Change is purely cosmetic with no security implications. No security-related content was modified or added.

Diff

diff --git a/Route53/latest/DeveloperGuide/resolver-availability-scaling.md b/Route53/latest/DeveloperGuide/resolver-availability-scaling.md
index 719ba34e2..1b9991021 100644
--- a//Route53/latest/DeveloperGuide/resolver-availability-scaling.md
+++ b//Route53/latest/DeveloperGuide/resolver-availability-scaling.md
@@ -11 +11 @@ Route 53 VPC Resolver, running on the Amazon VPC CIDR + 2 address and fd00:ec2::
-The Nitro Resolver service carries a local cache which can help reduce latency by responding to repeat queries which are made over a short period of time by an instance. When the Nitro Resolver service receives a query which it does not have a cached answer for, it forwards the query to the Zonal Resolver fleet, a highly available fleet of resolvers typically in the same Availability Zone as the instance. When there are failures handling queries by upstream name servers or other components in the path, the Nitro Resolver service is frequently able to handle these failures transparently without impact to the workloads running on the instance. Furthermore, if the Resolver encounters query timeouts, refused connections, or SERVFAILS from the domain’s name servers, it may respond with a cached answer beyond the Time-To-Live (TTL) value to improve availability. Queries between the Nitro Resolver service and Zonal Resolver fleet are restricted to a tightly controlled network outside of the customer VPC, which is inaccessible to customers and subject to rigorous security controls. By handling queries between the Nitro Resolver service and Zonal Resolver fleet outside of the VPC, customers are prevented from intercepting DNS queries inside of their VPC. Queries destined to name servers outside of AWS will traverse the public internet, originating from public IP addresses belonging to the Zonal Resolver fleet. We do not support the EDNS0-Client Subnet attribute today, which means all queries destined to public DNS name servers do not include information about the originating customer IP address. 
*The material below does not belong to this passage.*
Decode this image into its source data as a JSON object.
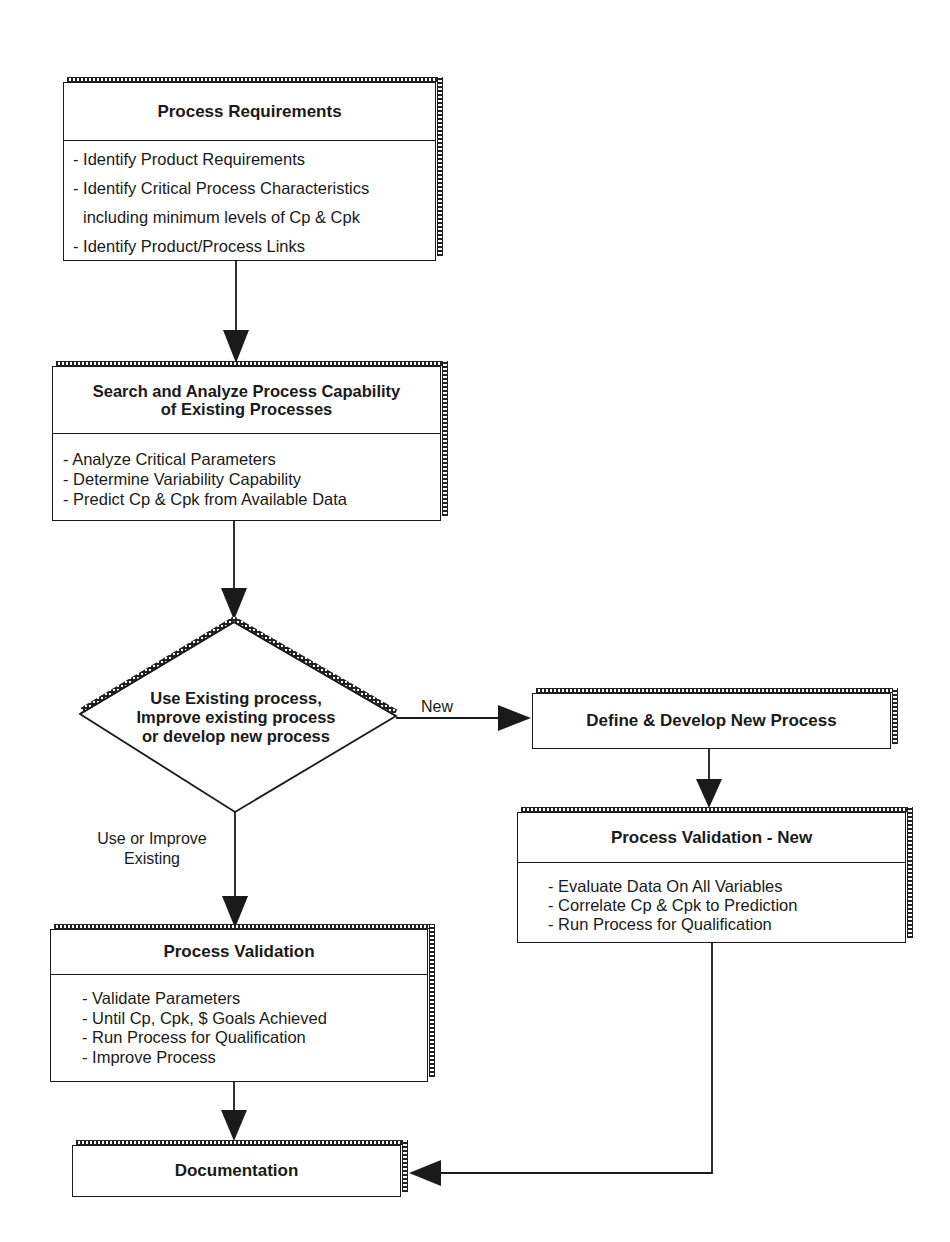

+The Nitro Resolver service carries a local cache which can help reduce latency by responding to repeat queries which are made over a short period of time by an instance. When the Nitro Resolver service receives a query which it does not have a cached answer for, it forwards the query to the Zonal Resolver fleet, a highly available fleet of resolvers typically in the same Availability Zone as the instance. When there are failures handling queries by upstream name servers or other components in the path, the Nitro Resolver service is frequently able to handle these failures transparently without impact to the workloads running on the instance. Furthermore, if the Resolver encounters query timeouts, refused connections, or SERVFAILS from the domain's name servers, it may respond with a cached answer beyond the Time-To-Live (TTL) value to improve availability. Queries between the Nitro Resolver service and Zonal Resolver fleet are restricted to a tightly controlled network outside of the customer VPC, which is inaccessible to customers and subject to rigorous security controls. By handling queries between the Nitro Resolver service and Zonal Resolver fleet outside of the VPC, customers are prevented from intercepting DNS queries inside of their VPC. Queries destined to name servers outside of AWS will traverse the public internet, originating from public IP addresses belonging to the Zonal Resolver fleet. We do not support the EDNS0-Client Subnet attribute today, which means all queries destined to public DNS name servers do not include information about the originating customer IP address.